Quantcast
Channel: The Insider » Bill Thompson
Viewing all articles
Browse latest Browse all 15

Thompson to propose NYCHA overhaul

$
0
0

Mayoral candidate Bill Thompson

Call it mayoral control for the city’s housing authority.

Bill Thompson, a Democratic candidate for mayor and the 2009 runner-up, will call for an overhaul of the city’s beleaguered public housing authority at a forum Thursday night. His plan would dismantle the New York City Housing Authority’s governance structure, and replace it with a panel of unpaid mayoral appointees.

“The board will be made up of volunteer members consisting of housing, government, and finance experts as well as current NYCHA residents,” a Thompson spokesman said in a statement to The Insider. “Including public housing residents will be crucial in ensuring the voice of the residents is adequately represented and their needs have a real, meaningful platform to be addressed.”

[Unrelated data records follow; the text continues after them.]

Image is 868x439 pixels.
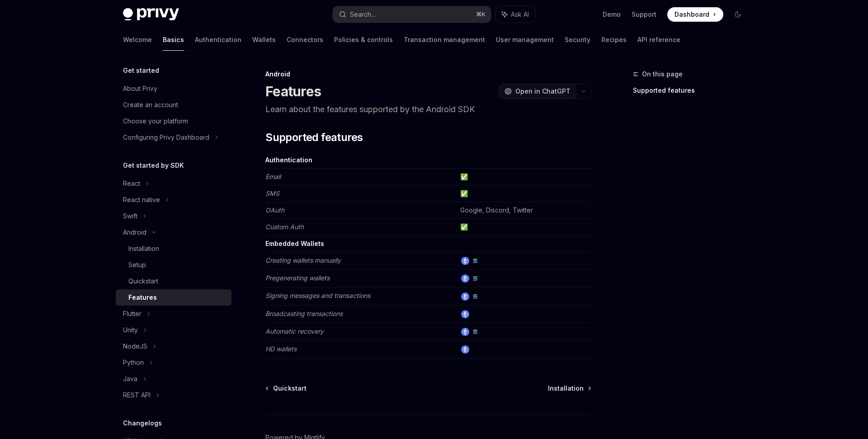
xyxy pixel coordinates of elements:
a: Wallets [252,29,276,50]
a: Choose your platform [116,113,231,129]
div: Create an account [123,99,178,110]
a: User management [496,29,554,50]
div: React native [123,195,160,205]
a: Supported features [633,83,752,98]
span: Quickstart [273,384,306,393]
img: solana.png [471,275,479,282]
em: Email [266,172,281,180]
div: Java [123,373,137,384]
a: Setup [116,257,231,273]
a: Security [564,29,591,50]
a: API reference [638,29,680,50]
a: Connectors [286,29,323,50]
div: Unity [123,324,138,335]
a: Installation [548,384,591,393]
div: Setup [128,259,146,271]
a: Recipes [601,29,627,50]
strong: Embedded Wallets [266,239,324,247]
a: Quickstart [116,273,231,289]
em: Automatic recovery [266,327,324,335]
a: Demo [602,10,621,19]
h5: Get started by SDK [123,160,184,171]
a: Basics [163,29,184,50]
img: ethereum.png [461,275,469,282]
div: Python [123,357,144,368]
span: Ask AI [511,10,529,19]
a: Features [116,289,231,306]
a: Policies & controls [334,29,393,50]
div: Quickstart [128,276,158,286]
em: Signing messages and transactions [266,292,370,299]
h1: Features [266,83,321,99]
div: Installation [128,243,159,254]
div: Android [123,227,146,238]
p: Learn about the features supported by the Android SDK [266,103,591,116]
a: Authentication [195,29,242,50]
a: Create an account [116,97,231,113]
div: Android [266,70,591,79]
a: Transaction management [404,29,485,50]
div: NodeJS [123,341,148,352]
button: Ask AI [495,6,536,23]
span: Supported features [266,130,363,145]
a: Support [631,10,656,19]
span: Installation [548,384,584,393]
img: ethereum.png [461,257,469,265]
img: ethereum.png [461,310,469,318]
em: HD wallets [266,345,297,353]
div: Search... [350,9,375,20]
div: Features [128,292,157,303]
a: Welcome [123,29,152,50]
a: About Privy [116,81,231,97]
span: Dashboard [675,10,709,19]
div: REST API [123,390,150,400]
a: Installation [116,240,231,257]
td: ✅ [457,219,591,235]
em: Creating wallets manually [266,256,341,264]
em: SMS [266,189,280,197]
td: Google, Discord, Twitter [457,202,591,219]
div: Swift [123,210,137,222]
img: dark logo [123,8,179,21]
div: Configuring Privy Dashboard [123,132,209,143]
button: Open in ChatGPT [499,83,576,99]
em: OAuth [266,206,284,214]
h5: Changelogs [123,417,162,429]
div: Flutter [123,309,141,319]
span: ⌘ K [476,11,486,18]
button: Search...⌘K [333,6,491,23]
a: Dashboard [667,7,723,22]
div: About Privy [123,83,157,94]
span: On this page [642,69,682,79]
div: React [123,178,140,189]
img: solana.png [471,257,479,265]
img: ethereum.png [461,345,469,353]
a: Quickstart [266,384,306,393]
img: solana.png [471,328,479,336]
td: ✅ [457,185,591,202]
button: Toggle dark mode [731,7,745,22]
span: Open in ChatGPT [516,87,571,96]
em: Broadcasting transactions [266,310,343,317]
td: ✅ [457,168,591,185]
strong: Authentication [266,156,313,164]
em: Custom Auth [266,223,304,230]
h5: Get started [123,65,159,76]
img: ethereum.png [461,293,469,301]
em: Pregenerating wallets [266,274,330,282]
img: ethereum.png [461,328,469,336]
div: Choose your platform [123,116,188,126]
img: solana.png [471,293,479,301]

NYCHA has been the subject of much criticism and many overhaul plans in the past. The Daily News wrote a series of damning articles about the agency in 2012, highlighting its failure to spend over $1 billion in federal money on improvements to 334 developments across the city. Editorial boards and public housing advocates have also taken the authority’s board of directors to task for raking in six-figure salaries and living luxurious lifestyles while tenants suffer in substandard dwellings.

Under Mr. Thompson’s proposal, NYCHA’s four-member board would be done away with and replaced by mayoral-appointed volunteers. NYCHA Chairman John Rhea announced a similar plan last summer. A revamped board would include five members, four of them unsalaried and two of them residents of NYCHA housing. Mr. Thompson’s plan sketches out in more detail exactly which types of appointees would populate the board.

A bill is currently under consideration in the state Legislature.

Two of the board’s members, along with the chairman, are currently appointed by the mayor, but also receive lucrative salaries and city-funded drivers. Mr. Thompson’s spokesman said their plan would place the onus on the mayor when NYCHA fails its residents.

“The mayor will take direct responsibility for all board appointments and policy set forth by NYCHA, reforming the status-quo which does nothing but offer plausible deniability to the mayor when housing policy goes south,” he said.

A NYCHA spokeswoman referred The Insider to the mayor’s office for comment. It did not immediately respond.

Mr. Thompson is one of five Democrats competing for the party’s nomination.